I wanted the final product to be as close to the original as possible, which meant recreating the simple webpage that it is embedded in. I didn’t have access to the original files, but masking out the text wasn’t too difficult, as it’s mostly on a white background with just a few sentences overlapping the pictures. In some places the text was quite narrow because of the vertical orientation of the Japanese writing. And, being a Japanese book, the layout was right-to-left, which meant reworking the page numbers and the order that the pages appeared within the website.

The last page of the book is a map of Gifu with short descriptions of famous places. This map features a few different fonts and lots of small text, and so took a little longer to localize. Finally, the cover page had some characters separated into little bubbles — a practice that looks fine in Japanese, but wouldn’t work well in English. You can see below a comparison — Japanese on left, English on right — showing how I chose to localize these pages.

Localizing the reading order involved first using Adobe Photoshop to erase the pages numbers completely, and then using Adobe InDesign to add real page numbers to the project that could be manipulated. Photoshop and InDesign work seamlessly together, and you can edit an image from InDesign at the same time right in Photoshop without doing any file juggling by Right Clicking > Edit With > Adobe Photoshop. When you save within Photoshop, the changes will instantly be reflected in InDesign. Couldn’t be simpler.

I also needed to go into the HTML of the webpage to change how the reading panel behaved. To my surprise, the code for the webpage was very well commented — in English, no less. It was a simple matter of renaming files and changing a few attributes.

For places where the margins were very narrow and I didn’t want to cover up any of the illustrations, I used the Pen tool in InDesign to create custom borders around the illustrations where no text was allowed.
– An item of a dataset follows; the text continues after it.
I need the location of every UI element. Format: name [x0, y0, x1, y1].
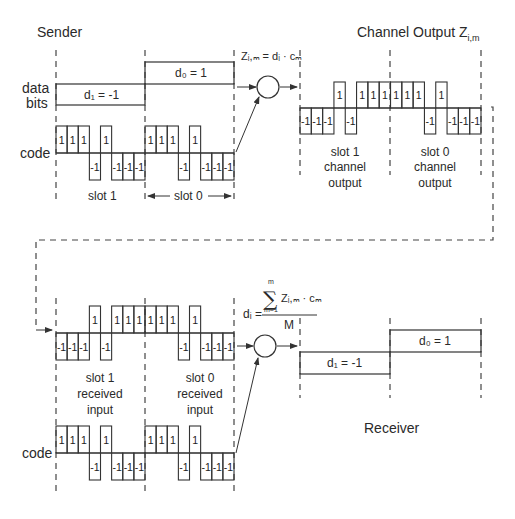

This saved me from having to resort to awkward line breaks or squished text. You can find a great tutorial on how to do this here. The final product looked like this:

If I did it over, I might make the border a little bit further from the picture. But, not too bad for a proof-of-concept! While we’re on this page, if you read my English translation you may be thinking to yourself, “What on earth is a ‘milkvetch’?” Or maybe it’s just me. In any case, I went back and forth on whether to translate the flower’s name literally, or just localize it to “flowers”. In the end, I decided that since this book is meant to be showcasing specific things found in Gifu, I should use the flower’s real name. However, I did try to make it clear that it is, in fact, a flower.

And that’s pretty much it! I’m glad I was able to do this project. It was nostalgic seeing all these places in Gifu again and reading about them. I hope I’ve done Minamo proud!